Abandon hope ye who file FOI requests here
32 federal agencies and institutions snub digital filing, payments
'Ah, all things come to those who wait,'
(I say these words to make me glad),
But something answers soft and sad,
'They come, but often come too late.'
Violet Fane, aka Mary Montgomerie Currie (1843-1905)
The first line of this century-old stanza is often quoted as a proverb to encourage patience. Few realize the rest of it expresses something more despairing; that is, long waits are often futile.
These four lines sadly apply to journalists’ access-to-information requests, which typically grind on so slowly that a stale response is usually dead on arrival. I once waited 10 years for a briefing note to Prime Minister Stephen Harper.
Any reform of access to information must attack chronic delays, which subvert the very purpose of a transparency law. Access delayed is access denied. How can citizens hold governments accountable if response packages are delivered two or three governments late?
One part of the fix is ensuring requests and application fees can be filed digitally, via the web. Yet there are more than two dozen federal institutions that are firmly stuck in the era of paper forms, postage stamps, money orders and cheques. (For younger readers, money orders and cheques are signed pieces of paper that tell your bank to fork over money to someone, a technology at least two centuries old.)
I’d like to inaugurate an FOI Hall of Shame to recognize those antediluvian agencies and institutions still mired in analog. But first, some modest praise for Treasury Board’s ATIP Online request service (AORS).
A total of 261 federal institutions now use this central website to accept access-to-information requests and fees digitally. (Of these, IRCC and ESDC use an earlier iteration.) Released documents can also be delivered digitally through the same portal.

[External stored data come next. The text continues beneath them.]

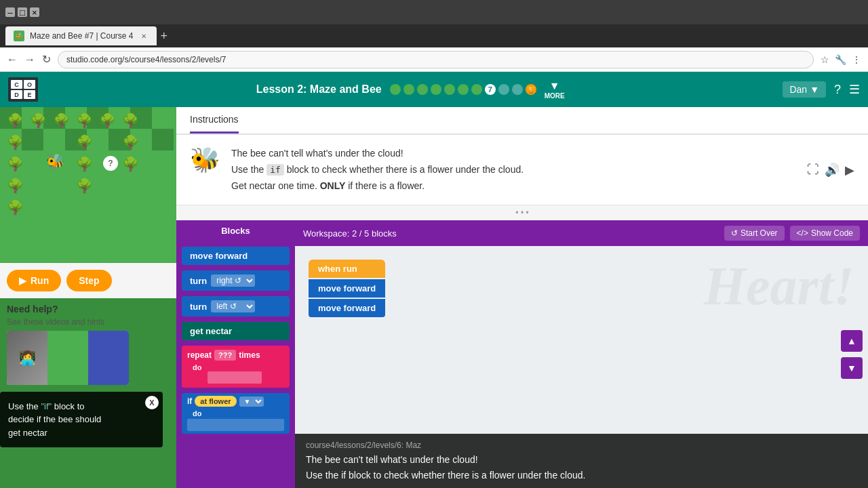 This screenshot has height=488, width=868. Describe the element at coordinates (852, 341) in the screenshot. I see `scroll-up-button: ▲` at that location.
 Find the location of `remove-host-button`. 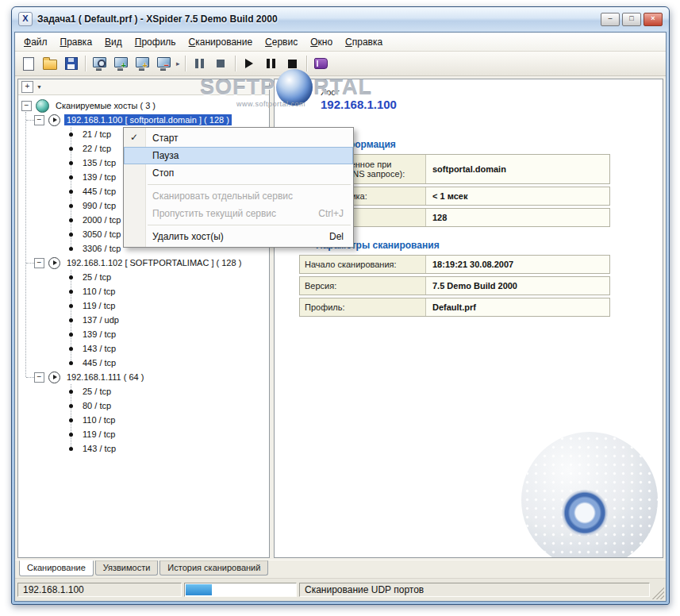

The website has been under construction for years, and can be glitchy and frustrating. Shopify was definitely not consulted about its design. But it’s a huge advance on the paper chase that slowed down the filing of requests for more than three decades.
Some 32 institutions, though, have so far declined to get on board. For requesters, filing paper forms and cheques to these holdouts is an unwanted walk down memory lane. The flashbacks are exasperating.
The lineup in my newly inaugurated FOI Hall of Shame includes the Canadian Broadcasting Corp., which received 153 access-to-information requests in 2022-2023. If any outfit should be sensitive to journalists’ frustrations about delays and bureaucratic hurdles, it’s the CBC.
The Mothercorp provides a street address or email address for requests, and has waived the standard $5 application fee. But why not climb aboard the existing system, with its bells, whistles and relative ease of filing?
The Bank of Canada, which received 40 requests in 2022-2023, asks requesters to mail in their forms with a cheque or money order. In other words, the alpha-dog of Canada’s banking system doesn’t accept digital payments. Huh? Maybe that explains the low number of requests.
VIA Rail Canada Inc., which has been subject to the Access to Information Act for almost 17 years, still asks for a $5 cheque or money order to be sent to them. (They got 36 requests in 2022-2023.) That train is late to the station.
Some recalcitrant institutions make it almost impossible to learn from their website about how to file a request. In this ghosting category is Export Development Canada (22 requests in 2022-23), the National Gallery of Canada (16), the Office of the Auditor General of Canada (3), and the Pierre Elliott Trudeau Foundation (0). The last is deliciously ironic since it was Pierre Trudeau himself who got the Act passed in 1982. Apparently the secret to avoiding access requests is to make sure you provide zero instructions about how to do so.
The list of holdouts also includes Atomic Energy of Canada Ltd., the Correctional Investigator Canada, and the National Arts Centre Corp. The NAC requires applicants to mail in their requests with a $5 cheque, though it waives requests “made by Indigenous applicants, as per its commitment to advancing reconciliation with Indigenous Peoples.” Admirable, though no word on how it verifies that applicants are not Pretendians.
Many of these foot-dragging departments are not subject to government policies that require institutions to eventually get aboard ATIP Online. But there are no valid reasons for not signing up. The technology is tested and available. There’s no need to reinvent the wheel. And most ordinary Canadians have long abandoned antiquated systems of payment, connection and communication.
Unless, of course, that’s the whole point of being difficult. To make sure nosy citizens don’t come knocking.